For a moment the Vicomte hesitated, but he knew that not even he was

wanted inside that empty tent, and a half-bitter, half-sad feeling that

the perfect friendship and confidence that had existed between them for

twenty years would never again be the same came to them, the regretful

sense of inevitable change, the consciousness of personal relegation.

Then fear for Diana drove out every other consideration, and he went to

his own quarters with a heavy heart.

When he came back in a few minutes with Henri following him the camp

had undergone a transformation. With the promptness of perfect

discipline the hundred men who had been chosen to go on the expedition

were already waiting, each man standing by his horse, and the Sheik,

quiet and impassive as usual, was superintending the distribution of

extra ammunition. A groom was walking The Hawk slowly up and down, and

Yusef, whose gloomy eyes had been fixed reproachfully on his chief,

chafing against the order to remain behind to take command of the

reinforcements should they be needed, went to him and took the horse's

bridle from him and brought him to the Sheik. Even as he held the

stirrup Saint Hubert could see that he was expostulating with an

unusual insistence, begging for permission to accompany them. But the

Sheik shook his head, and the young man stood sullenly aside to avoid

The Hawk's hoofs as he reared impatiently.

Ahmed Ben Hassan motioned Saint Hubert to his side and in silence the

cavalcade started at the usual swift gallop. The silence impressed

Raoul, who was accustomed to the Arab's usual clamour. It affected his

sensitive temperaments, filling him with a sinister foreboding. The

silent band of stern-faced horsemen riding in close and orderly

formation behind them suggested something more than a mere relief

party. The tradition of reckless courage and organised fighting

efficiency that had made the tribe known and feared for generations had

been always maintained, and under the leadership of the last two

holders of the hereditary name to so high a degree that the respect in

which it was held was such that no other tribe had ventured to dispute

its supremacy, and for many years its serious fighting capacities had

not been tested.

Even Ibraheim Omair had inherited a feud that was largely traditional.

Only once during the lifetime of the last Ahmed Ben Hassan had he dared

to come into open conflict, and the memory of it had lasted until now.

Skirmishes there had been and would always be inevitably sufficient to

keep the tribesmen in a state of perpetual expectancy, and for this

Ahmed Ben Hassan preserved the rigid discipline that prevailed in his

tribe, insisting on the high standard that had kept them famous. The

life-work that his predecessor had taken over from his father the

present Ahmed Ben Hassan had carried on and developed with autocratic

perseverance. The inborn love of fighting had been carefully fostered

in the tribe, the weapons with which they were armed were of the newest

pattern. Raoul knew with perfect certainty that to the picked men

following them this hasty expedition meant only one thing--war, the war

that they had looked forward to all their lives, precipitated now by an

accident that gave to a handful of them the chance that hundreds of

their fellow-tribesmen were longing for, a chance that sent them

joyfully behind their chief, careless whether the reinforcements that

had been sent for arrived in time or not. The smallness of their

numbers was a source of pleasure rather than otherwise; if they won

through to them would be the glory of victory; if they were annihilated

with them would rest the honour of dying with the leader whom they

worshipped, for not one of them doubted that Ahmed Ben Hassan would not

survive his bodyguard, the flower of his tribe, the carefully chosen

men from whose ranks his personal escort was always drawn. With them he

would crush his hereditary enemy or with them he would die.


All pictures are to be excluded when the data below is output verbatim.

[Entries from a visual dataset]
+--

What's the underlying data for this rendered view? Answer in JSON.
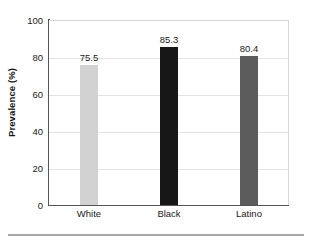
{
  "chart_data": {
    "type": "bar",
    "title": "",
    "subtitle": "",
    "xlabel": "",
    "ylabel": "Prevalence (%)",
    "categories": [
      "White",
      "Black",
      "Latino"
    ],
    "values": [
      75.5,
      85.3,
      80.4
    ],
    "value_labels": [
      "75.5",
      "85.3",
      "80.4"
    ],
    "bar_colors": [
      "#d2d2d2",
      "#171717",
      "#5c5c5c"
    ],
    "ylim": [
      0,
      100
    ],
    "yticks": [
      0,
      20,
      40,
      60,
      80,
      100
    ],
    "ytick_labels": [
      "0",
      "20",
      "40",
      "60",
      "80",
      "100"
    ],
    "grid": true,
    "grid_axis": "y",
    "legend": false,
    "legend_position": "none",
    "series": [
      {
        "name": "Prevalence",
        "values": [
          75.5,
          85.3,
          80.4
        ]
      }
    ]
  },
  "figure": {
    "background_color": "#ffffff",
    "axis_color": "#555555",
    "gridline_color": "#e3e3e3",
    "text_color": "#1a1a1a",
    "footer_rule_color": "#a8a8a8"
  }
}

+--

_WRITTEN SOLUTION_.
What's the underlying data for this rendered view? Answer in JSON.
{
  "chart_data": {
    "type": "bar",
    "title": "",
    "subtitle": "",
    "xlabel": "",
    "ylabel": "Prevalence (%)",
    "categories": [
      "White",
      "Black",
      "Latino"
    ],
    "values": [
      75.5,
      85.3,
      80.4
    ],
    "value_labels": [
      "75.5",
      "85.3",
      "80.4"
    ],
    "bar_colors": [
      "#d2d2d2",
      "#171717",
      "#5c5c5c"
    ],
    "ylim": [
      0,
      100
    ],
    "yticks": [
      0,
      20,
      40,
      60,
      80,
      100
    ],
    "ytick_labels": [
      "0",
      "20",
      "40",
      "60",
      "80",
      "100"
    ],
    "grid": true,
    "grid_axis": "y",
    "legend": false,
    "legend_position": "none",
    "series": [
      {
        "name": "Prevalence",
        "values": [
          75.5,
          85.3,
          80.4
        ]
      }
    ]
  },
  "figure": {
    "background_color": "#ffffff",
    "axis_color": "#555555",
    "gridline_color": "#e3e3e3",
    "text_color": "#1a1a1a",
    "footer_rule_color": "#a8a8a8"
  }
}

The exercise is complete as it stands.